Tube drivers, senior nurses and teachers will all be paying the higher rate band – which until last year was the highest tax rate – for the first time.

A further 850,000 people will also have to be sucked into paying the 40 per cent rate if the Coalition Government is to meet its pledge on helping the lowest earners (those with incomes under £10,000) to pay less tax.

All this means that by 2015, 1.6 million more people will pay the 40 per cent tax rate than do so at the moment. The number of taxpayers in the higher bracket will rise from the three million it is now to five million, around one in five of the workforce.

The IFS's calculations reveal that the cost of taking the lowest paid out of tax is being shouldered squarely by what is regarded as "Middle England", although in reality, the immediate changes will only affect the top 10 per cent of earners.
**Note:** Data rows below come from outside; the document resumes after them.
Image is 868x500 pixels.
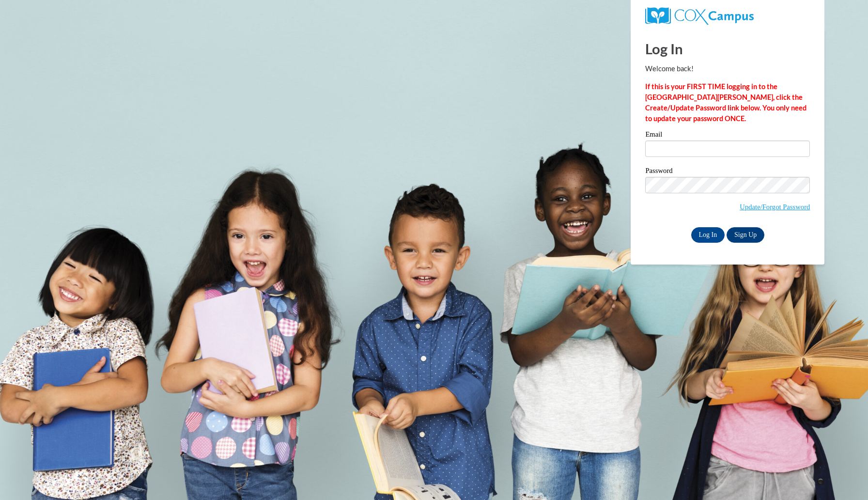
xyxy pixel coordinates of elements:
[645,38,810,58] h1: Log In
[727,228,765,242] a: Sign Up
[645,11,754,19] a: COX Campus
[645,131,810,141] label: Email
[645,63,810,74] p: Welcome back!
[740,202,810,211] a: Update/Forgot Password
[645,8,754,25] img: COX Campus
[645,167,810,177] label: Password
[691,228,725,242] input: Log In
[645,82,806,122] strong: If this is your FIRST TIME logging in to the [GEOGRAPHIC_DATA][PERSON_NAME], click the Create/Upd...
This year, households will lose an additional £200 on average from tax increases and benefit cuts due in April, leaving them £500 poorer overall, according to the Institute's calculations. The Governor of the Bank of England, Mervyn King, warned last week of the tightest squeeze on living standards since the 1920s.

A freeze in the higher rate tax threshold, currently £43,875, was announced while Alistair Darling was Chancellor of the Exchequer as a revenue-raising move. The current Chancellor, George Osborne, decided to extend the policy so that the better-off would not see any benefit from the large rise in the personal allowance from April this year, which will jump from £6,475 to £7,475. That move was a first instalment on the Coalition's target of stopping those earning under £10,000 from having to pay any income tax – a key manifesto pledge of the Liberal Democrats.
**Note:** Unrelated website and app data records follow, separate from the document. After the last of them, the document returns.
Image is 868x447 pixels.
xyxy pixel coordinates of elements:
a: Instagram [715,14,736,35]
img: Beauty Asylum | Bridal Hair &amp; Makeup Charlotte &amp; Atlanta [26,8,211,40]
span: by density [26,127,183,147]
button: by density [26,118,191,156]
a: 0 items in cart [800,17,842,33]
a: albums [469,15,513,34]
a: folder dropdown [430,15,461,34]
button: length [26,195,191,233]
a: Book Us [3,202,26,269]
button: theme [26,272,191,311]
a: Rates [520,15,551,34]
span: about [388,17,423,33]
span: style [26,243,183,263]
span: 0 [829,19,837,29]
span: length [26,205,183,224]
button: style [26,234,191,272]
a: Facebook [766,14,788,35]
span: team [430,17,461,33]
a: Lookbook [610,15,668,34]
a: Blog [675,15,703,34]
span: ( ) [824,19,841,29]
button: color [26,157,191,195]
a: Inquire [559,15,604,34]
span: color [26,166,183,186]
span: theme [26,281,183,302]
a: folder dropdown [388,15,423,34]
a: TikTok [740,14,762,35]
Someone earning £43,875 will this year pay £7,480 in tax; next year the bill will be £7,560. The new threshold will also see more families losing their entitlement to child benefit once it becomes means-tested at the threshold rate in 2013.

The policy threatens to reawaken fears within the Conservative Party that its traditional commitment to low personal taxation has been sacrificed to the need to appease the Liberal Democrats. The Conservative Mayor of London, Boris Johnson, last week renewed his calls for lower taxes.

The recent shock figures for growth showing that the economy shrank by 0.5 per cent in the last three months of 2010, also sparked renewed calls for tax cuts to stimulate enterprise and support the stumbling economy.

Overall, ministers in both parties will be pleased that the IFS says that the richest in society will bear the biggest burden. With changes in national insurance, those on more than £150,000 will face a marginal tax rate of 52 per cent.

The question of whether the Chancellor's plans are "progressive" or "fair" has been intensely fought since Mr Osborne unveiled his emergency Budget in June. Around £5.4bn will be taken out of the economy by the tax and benefit reforms to be introduced this year.

This represents an average reduction in household incomes of around £200 in 2011–12, and comes on top of the increases in VAT, fuel duties and insurance premium tax that were levied in January 2011, that are forecast to raise £12.8bn, or around £480 per household on average.

The biggest losers are the very rich, who are particularly affected by the restriction on the amount that can be contributed to a private pension. This is in addition to the measures introduced in April 2010, that brought in a 50p in the pound tax rate for those earning more than £150,000 and withdrew the personal income tax allowance for those on £100,000 or above.